His long and eventful life spans the whole growth of the American clock business from the days of Eli Terry and his handsawed wooden movements down to the maturity of the modern business supplying, by factory methods and the use of specialized machinery, millions of clocks to all parts of the world. He had made clocks all over Connecticut, in Plymouth, Farmington, Bristol, New Haven and Waterbury, as well as in Massachusetts and, for a time, in South Carolina and Virginia. He had worked with his hands for Terry and Seth Thomas at the old wooden wheels and veneered cases, which were peddled about the country and sold for thirty or forty dollars each to be the treasured timekeepers of many households. And he had headed a modern factory, turning out dollar clocks by the tens of thousands.

It is said that a child in the first few years of its life lives briefly through the whole evolution of civilized mankind. That "infant industry," American clock-making, likewise, in the short space of fifty years passed through most of the steps of the whole growth of time-recording between the Middle Ages and our own era. This country stands now among the leading clock-making nations of the world; its product is famous in every land and a timepiece from Waterbury or New Haven may mark the minutes in the town from which Gerbert was banished for sorcery because he made a time-machine, or in that land between the rivers where the Babylonians first looked out upon the stars.

Most of the American clocks are still made in Connecticut; in fact, more than eighty per cent of the whole world's supply (excluding the German) comes from the Naugatuck Valley. The New Haven Clock Company, which is the successor of the Jerome Company, is to-day one of the largest. As far back as 1860, it was producing some two hundred thousand clocks a year. The Seth Thomas Company and others of the historic concerns are still at work in various portions of the state. And the Benedict & Burnham Company, with which, at one time, Chauncey Jerome was associated, became the Waterbury Clock Company, now regarded as the largest clock producer, and of which we shall hear more later on.

The key-note of the whole development was that new principle which American invention, prompted and stimulated by the pressing necessities of a new nation, brought into the business of time-recording—the principle of marvelously cheapening production-costs without loss of efficiency, through the systematic employment of machinery on a large scale.

As long as the inventive brains and the technical knowledge of the old-time craftsman found expression only through his own fingers, the results would be limited to his individual production, and the costs would be proportionately high. When, however, the master mind was able to operate through rows of machines, each under the supervision of a mechanic trained to its particular function, his inventive genius was provided with ten thousand hands and a hundred thousand fingers. Furthermore, the production gained in quality as well as in quantity, because of specialization, all the time its costs were in process of reduction. This, perhaps, has been America's chief contribution, not only to the making of timepieces, but, also to the world's industry in general.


## WHAT TO PRODUCE
No record may be omitted; give all of them again exactly.

(Pixel coordinate grounding data)
┌──
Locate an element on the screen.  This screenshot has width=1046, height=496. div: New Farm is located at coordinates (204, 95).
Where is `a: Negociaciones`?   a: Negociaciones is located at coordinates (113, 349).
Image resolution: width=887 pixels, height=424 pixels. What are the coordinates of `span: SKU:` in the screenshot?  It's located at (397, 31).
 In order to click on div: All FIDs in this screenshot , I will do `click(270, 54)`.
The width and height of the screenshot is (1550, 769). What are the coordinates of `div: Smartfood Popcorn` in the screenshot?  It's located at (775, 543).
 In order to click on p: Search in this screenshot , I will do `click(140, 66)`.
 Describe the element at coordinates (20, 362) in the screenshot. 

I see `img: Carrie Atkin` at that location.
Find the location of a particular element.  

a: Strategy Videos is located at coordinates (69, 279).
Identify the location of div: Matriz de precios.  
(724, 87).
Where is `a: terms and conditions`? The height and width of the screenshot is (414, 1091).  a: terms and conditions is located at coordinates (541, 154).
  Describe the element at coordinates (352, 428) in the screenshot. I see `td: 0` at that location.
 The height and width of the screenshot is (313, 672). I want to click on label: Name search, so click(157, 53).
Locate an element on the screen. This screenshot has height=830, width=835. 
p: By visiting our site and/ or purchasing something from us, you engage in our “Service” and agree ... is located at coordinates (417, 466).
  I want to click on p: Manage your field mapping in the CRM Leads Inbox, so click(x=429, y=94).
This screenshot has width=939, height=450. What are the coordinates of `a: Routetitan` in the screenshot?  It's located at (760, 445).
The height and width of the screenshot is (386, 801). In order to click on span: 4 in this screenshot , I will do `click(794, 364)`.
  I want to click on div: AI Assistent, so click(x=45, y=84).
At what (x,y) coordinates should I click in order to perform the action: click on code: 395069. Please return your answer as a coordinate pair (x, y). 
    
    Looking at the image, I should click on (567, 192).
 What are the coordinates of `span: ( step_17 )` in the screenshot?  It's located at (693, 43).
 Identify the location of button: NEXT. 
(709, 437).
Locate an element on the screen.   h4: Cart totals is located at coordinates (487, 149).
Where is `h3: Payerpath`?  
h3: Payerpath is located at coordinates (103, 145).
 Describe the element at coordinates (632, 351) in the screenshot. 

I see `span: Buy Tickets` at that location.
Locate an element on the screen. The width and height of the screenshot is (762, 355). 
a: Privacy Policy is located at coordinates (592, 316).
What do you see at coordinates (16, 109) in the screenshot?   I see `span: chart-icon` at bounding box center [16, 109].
└──
## RESULT BELOW
Locate an element on the screen.  This screenshot has width=1046, height=496. div: New Farm is located at coordinates (204, 95).
Where is `a: Negociaciones`?   a: Negociaciones is located at coordinates (113, 349).
Image resolution: width=887 pixels, height=424 pixels. What are the coordinates of `span: SKU:` in the screenshot?  It's located at (397, 31).
 In order to click on div: All FIDs in this screenshot , I will do `click(270, 54)`.
The width and height of the screenshot is (1550, 769). What are the coordinates of `div: Smartfood Popcorn` in the screenshot?  It's located at (775, 543).
 In order to click on p: Search in this screenshot , I will do `click(140, 66)`.
 Describe the element at coordinates (20, 362) in the screenshot. 

I see `img: Carrie Atkin` at that location.
Find the location of a particular element.  

a: Strategy Videos is located at coordinates (69, 279).
Identify the location of div: Matriz de precios.  
(724, 87).
Where is `a: terms and conditions`? The height and width of the screenshot is (414, 1091).  a: terms and conditions is located at coordinates (541, 154).
  Describe the element at coordinates (352, 428) in the screenshot. I see `td: 0` at that location.
 The height and width of the screenshot is (313, 672). I want to click on label: Name search, so click(157, 53).
Locate an element on the screen. This screenshot has height=830, width=835. 
p: By visiting our site and/ or purchasing something from us, you engage in our “Service” and agree ... is located at coordinates (417, 466).
  I want to click on p: Manage your field mapping in the CRM Leads Inbox, so click(x=429, y=94).
This screenshot has width=939, height=450. What are the coordinates of `a: Routetitan` in the screenshot?  It's located at (760, 445).
The height and width of the screenshot is (386, 801). In order to click on span: 4 in this screenshot , I will do `click(794, 364)`.
  I want to click on div: AI Assistent, so click(x=45, y=84).
At what (x,y) coordinates should I click in order to perform the action: click on code: 395069. Please return your answer as a coordinate pair (x, y). 
    
    Looking at the image, I should click on (567, 192).
 What are the coordinates of `span: ( step_17 )` in the screenshot?  It's located at (693, 43).
 Identify the location of button: NEXT. 
(709, 437).
Locate an element on the screen.   h4: Cart totals is located at coordinates (487, 149).
Where is `h3: Payerpath`?  
h3: Payerpath is located at coordinates (103, 145).
 Describe the element at coordinates (632, 351) in the screenshot. 

I see `span: Buy Tickets` at that location.
Locate an element on the screen. The width and height of the screenshot is (762, 355). 
a: Privacy Policy is located at coordinates (592, 316).
What do you see at coordinates (16, 109) in the screenshot?   I see `span: chart-icon` at bounding box center [16, 109].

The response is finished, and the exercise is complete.